One of the big misconceptions about psychiatrists is that you have to primarily work in a cognitive way. Meaning you make intellectual decisions, requiring your awareness to reside primarily in your head rather than the rest of your body. I want to illustrate how this has not been the case in my practice.

Last Thursday I had a patient come into my clinic who was having a dreadful time with a family member abusing her emotionally and making physical threats. This relative had the history to make the threats credible, and my patient was distraught when she talked to me about it. She was too scared to go to the police because she was afraid of what he would do to her if she did. She sat in the chair opposite me and with tears flowing began to disgorge information about conversations and arguments and the chronology of the falling-out.

I had 15 minutes to spend with her. There was no way I was going to be able to help her situation because my only recommendation would have been to go to the police. From a psychiatric point of view there was nothing I could prescribe her which would meaningfully improve her life. She was already seeing a therapist, with limited results. Previous psychiatrists had been over the same story with her. She continued divulging and what I did was keep some awareness in my body and soften any tension resulting from feeling like my time was being wasted. And when the impulse came, somewhere in my gut, I interrupted her.

I apologized for interrupting her, not to appease her but just to acknowledge that she had a lot to say and I wasn’t allowing her to fully say it. She was okay with it. She soon resumed her divulgences, because this was obviously a core pattern for her especially with anyone in a helping role. Again I interrupted her, allowing a note of exasperation to enter into the tone of my voice while maintaining an open heart. Once more she received this well and the whole interaction ended up being quite brief. I didn’t change anything in her management plan. She left the room praising my kindness.

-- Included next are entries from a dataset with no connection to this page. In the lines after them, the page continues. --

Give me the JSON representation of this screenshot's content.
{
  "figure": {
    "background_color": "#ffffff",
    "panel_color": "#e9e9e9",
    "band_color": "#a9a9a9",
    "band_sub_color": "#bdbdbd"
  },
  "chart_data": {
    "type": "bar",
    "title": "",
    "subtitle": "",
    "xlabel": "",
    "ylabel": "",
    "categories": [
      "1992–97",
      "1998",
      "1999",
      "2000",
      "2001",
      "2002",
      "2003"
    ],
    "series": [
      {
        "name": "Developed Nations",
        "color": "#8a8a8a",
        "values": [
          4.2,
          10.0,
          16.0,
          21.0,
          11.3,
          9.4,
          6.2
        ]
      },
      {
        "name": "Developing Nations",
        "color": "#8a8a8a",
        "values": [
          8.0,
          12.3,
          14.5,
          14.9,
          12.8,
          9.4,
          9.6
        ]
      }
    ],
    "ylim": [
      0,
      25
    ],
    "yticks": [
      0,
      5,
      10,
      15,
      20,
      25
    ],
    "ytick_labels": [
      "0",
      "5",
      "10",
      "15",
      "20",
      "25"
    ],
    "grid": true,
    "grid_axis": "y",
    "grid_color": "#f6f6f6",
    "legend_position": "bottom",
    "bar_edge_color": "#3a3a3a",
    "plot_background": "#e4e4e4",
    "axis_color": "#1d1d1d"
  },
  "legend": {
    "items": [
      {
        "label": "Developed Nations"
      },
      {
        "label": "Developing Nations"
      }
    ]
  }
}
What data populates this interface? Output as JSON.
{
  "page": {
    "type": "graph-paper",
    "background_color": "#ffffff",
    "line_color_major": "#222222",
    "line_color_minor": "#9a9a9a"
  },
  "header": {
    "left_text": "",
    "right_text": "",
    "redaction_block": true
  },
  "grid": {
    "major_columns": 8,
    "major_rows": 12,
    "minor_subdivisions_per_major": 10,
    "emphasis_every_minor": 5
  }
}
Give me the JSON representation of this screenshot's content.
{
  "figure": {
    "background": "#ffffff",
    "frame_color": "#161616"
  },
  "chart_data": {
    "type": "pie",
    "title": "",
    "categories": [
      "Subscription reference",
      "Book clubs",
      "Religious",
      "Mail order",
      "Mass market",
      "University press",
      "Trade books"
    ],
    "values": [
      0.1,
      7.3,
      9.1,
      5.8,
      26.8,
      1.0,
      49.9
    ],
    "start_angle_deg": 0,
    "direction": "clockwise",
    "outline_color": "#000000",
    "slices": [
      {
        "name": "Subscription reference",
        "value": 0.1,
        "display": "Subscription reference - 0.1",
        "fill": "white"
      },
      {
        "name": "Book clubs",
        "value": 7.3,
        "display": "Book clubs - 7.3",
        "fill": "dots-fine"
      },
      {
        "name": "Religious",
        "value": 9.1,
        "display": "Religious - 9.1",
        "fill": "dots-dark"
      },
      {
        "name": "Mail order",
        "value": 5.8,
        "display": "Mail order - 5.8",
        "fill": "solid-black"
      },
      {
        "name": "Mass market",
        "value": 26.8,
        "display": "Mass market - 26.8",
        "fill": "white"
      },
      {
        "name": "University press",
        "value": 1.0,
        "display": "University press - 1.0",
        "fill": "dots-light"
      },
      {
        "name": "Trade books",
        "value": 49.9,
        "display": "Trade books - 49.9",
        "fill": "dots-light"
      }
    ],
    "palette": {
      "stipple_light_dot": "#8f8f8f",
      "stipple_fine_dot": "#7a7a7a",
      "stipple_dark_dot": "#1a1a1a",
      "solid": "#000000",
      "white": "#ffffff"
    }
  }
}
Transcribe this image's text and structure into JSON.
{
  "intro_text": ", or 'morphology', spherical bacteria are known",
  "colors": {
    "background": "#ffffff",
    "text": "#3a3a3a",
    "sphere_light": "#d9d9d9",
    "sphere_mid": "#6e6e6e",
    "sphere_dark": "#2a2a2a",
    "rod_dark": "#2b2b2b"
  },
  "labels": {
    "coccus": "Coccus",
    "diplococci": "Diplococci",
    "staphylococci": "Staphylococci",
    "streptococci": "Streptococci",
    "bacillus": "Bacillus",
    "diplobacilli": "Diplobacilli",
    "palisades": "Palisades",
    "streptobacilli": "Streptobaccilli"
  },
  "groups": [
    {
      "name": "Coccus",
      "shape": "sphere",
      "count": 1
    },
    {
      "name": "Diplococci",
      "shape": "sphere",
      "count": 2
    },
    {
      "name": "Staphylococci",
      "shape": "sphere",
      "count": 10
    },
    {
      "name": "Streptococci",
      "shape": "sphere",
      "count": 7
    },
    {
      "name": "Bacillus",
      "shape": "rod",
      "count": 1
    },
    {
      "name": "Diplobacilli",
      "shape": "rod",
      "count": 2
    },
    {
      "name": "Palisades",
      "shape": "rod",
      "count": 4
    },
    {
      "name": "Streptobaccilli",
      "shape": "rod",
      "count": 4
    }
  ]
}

You could look at this story and you could think, well, okay, you didn’t prescribe anything, or make any other kind of important decision, so you didn’t really need to go into your head. Aside from the fact that any patient in distress makes a psychiatrist think about risk assessment, the point is that if I had approached the interaction headfirst I’d have gotten badly lost in the details she was giving me. The appointment would have run over time. I’d have been stressed and off centre and my head would have felt tight and dense. It would have been difficult to think through the next cases that came in the door.

Psychiatry has many such situations. If you live in your head you will get badly lost in the morass of detail and emotion which certain patients point at you. It’s not their fault and they’re not necessarily deliberately trying to cross boundaries or upscuttle you, but this is just the way that certain interactions go, more so in the emergency department where patients tend to be sicker, but also in clinic betimes. If you don’t know how to act and even to think and decide from your gut, I think your most likely experience will be to leave work with a tangle of uncomfortable sensations plus cognitive slowing/heaviness, and you will likely blame the nature of your work itself rather than the approach you’re taking. Meanwhile in work there might be some stuckness between finding the correct answer and carrying it out.

As for how to make difficult and complex prescribing decisions, I would say again, study the theory until the point where this too can move from your gut. Or if you’d like, just from your body. Sometimes it’s helpful when you speak about embodied decision-making to be less precise about where in the body it’s coming from, rather than going looking for a sensation specifically in your gut region. It may be that your heart is a more appropriate point of focus for a given decision, e.g. if there is counter-transference.

But yeah, your body is still going to tell you how certainly the symptoms meet the criteria to prescribe a medication, and your body will also tell you when it’s a bit too complex to make a quick decision and when you need to go talk to someone or look up guidelines. To illustrate Alexander Lowen’s claim that there is no effective thinking without feeling concomitantly, I would also say that when you sit down to study, you’re looking for a feeling of opening, one might even say wonder, (although that can be too strong a word at times), but even the subtle openings into the information, the subtle heightening of focus that doesn’t feel like a shear force within your system, but instead actually feels relaxed while the focus heightens. There’s maybe warmth and softness there too, and this is a good feeling to follow. It is the feeling that makes it so that study doesn’t have to be a form of self-coercion.

All of this is to say that Psychiatry can be an embodied practice. And I would even go so far as it should be, in the sense that if it isn’t you are going to run into unnecessary problems.